A charitable bequest is a gift given as part of a will or trust. Bequests can be given by anyone, to anyone or any party. They are as simple as a monetary donation. Bequests are often attached with conditions on how an asset is used.
When authoring a will, we want to ensure those close to us are taken care of. That includes causes and organizations meaningful to us. Making a bequest to charity can have many benefits. It can also solidify your legacy in history.
Here are nine benefits of making a charitable bequest:
1. You make a bequest to a charity you care about.
As a part of the legacy you leave to begin, a bequest to charity can help further the growth of a cause you’re passionate about. It can be making a bequest to charity in a church. It can also be a charity raising funds for research, an environmental cause, or a social activist group.
A bequest helps to continue work and advocacy that you have a passion for. The bequest will benefit those you hold close to your heart.
2. Charitable bequests come with tax benefits for estate.
A charitable bequest is a move that many people choose to make because it lifts a sometimes-significant tax burden payable upon death. An estate can claim gifts in the year of death equivalent to 100 percent of your net income in that year. It also includes the year preceding death or for up to 36 months after your death.
This ensures your finances aren’t simply collected by government sources. The money is also directed towards charities that may put your funds to better use.
3. Life insurance bequests offer tax benefits.
When you bequest your life insurance to a charity, the transfer of ownership of your policy will provide you with a tax receipt for the policy’s cash value that is creditable to your current year’s tax return.
If you still owe premiums and assume you pay them, you can collect donation receipts for these payments as well.
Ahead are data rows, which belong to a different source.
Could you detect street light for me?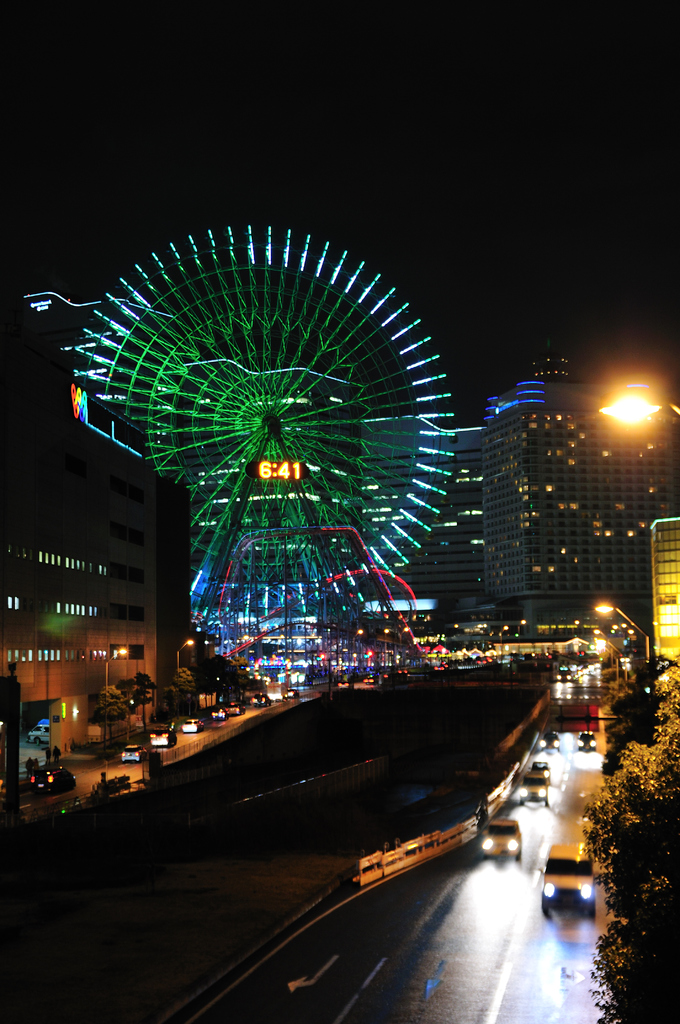
Detection result: detection(100, 646, 131, 762).
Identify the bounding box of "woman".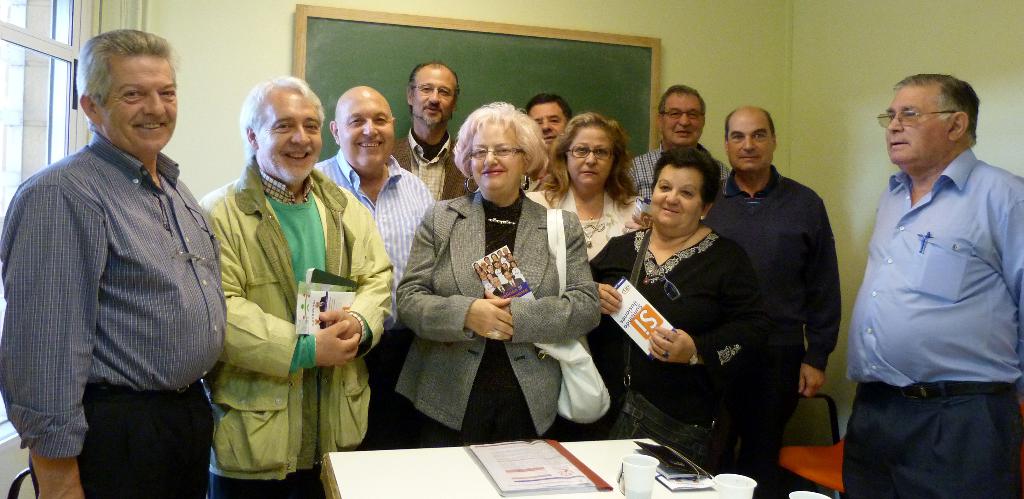
Rect(584, 144, 768, 466).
This allows you to claim credits on your tax return within your lifetime and reduces your tax burden today instead of waiting for your estate to handle it.
4. You know where your money is going.
You might task your executor or a family member to distribute assets appropriately upon your death. Still, there’s no way of knowing with the utmost certainty that a bequest to charity will happen unless you state it in a will.
When you start work on your will with a lawyer, it’s a great benefit to you and gives you the chance to think about and solidify exactly what will happen with your estate upon your passing.
5. You make the charitable bequest on your terms.
A bequest to charity is written according to how you want it. You can donate a percentage of your estate, a specific property, securities, or other assets. You can make a bequest to charity contingent on when other named beneficiaries have died. It is totally within your control of what conditions you put on a legacy and how it will be used, assuming it is legally allowable.
6. You help future generations of people.
A gift to charity takes what assets you’re willing to provide an organization and helps future generations of people like you benefit from them. Charities survive, like every organization, on finances.
Every donation matters, even if it’s not a specific dollar amount. By making a bequest, you’re ensuring your contribution will go to a cause you’re passionate about and to someone like you.
7. You receive recognition for your kindness.
What we leave behind in terms of assets doesn’t serve any purpose to a person who has died outside of their legacy. A bequest is something charities are very grateful for and, depending on what it is, there is a wide array of ways to recognize the source.
As one of your last acts, arranging a bequest to charity is a way to ensure the good you’ve done in your life. The assets you’ve accumulated carry on and do further good beyond what you’re able to do.
8. A charitable bequest is efficient to perform.
From the perspective of the executor, charitable bequests are very efficient when it comes to settling an estate. There is often clear instruction on distributing a bequest to charity, and it is considered more efficient than other bequests or directives. In a way, you’re helping streamline the executor’s work, which can sometimes be tedious, especially with large families.
9. Charitable bequests are easy to update in your will.
Entering a bequest to charity into one’s will is fairly easy to do. All it is is a short paragraph. It’s simple enough to do should you change your mind or want to make changes. Any estate planning professional can counsel you on how to do that. This ensures your wishes are always reflected in your will.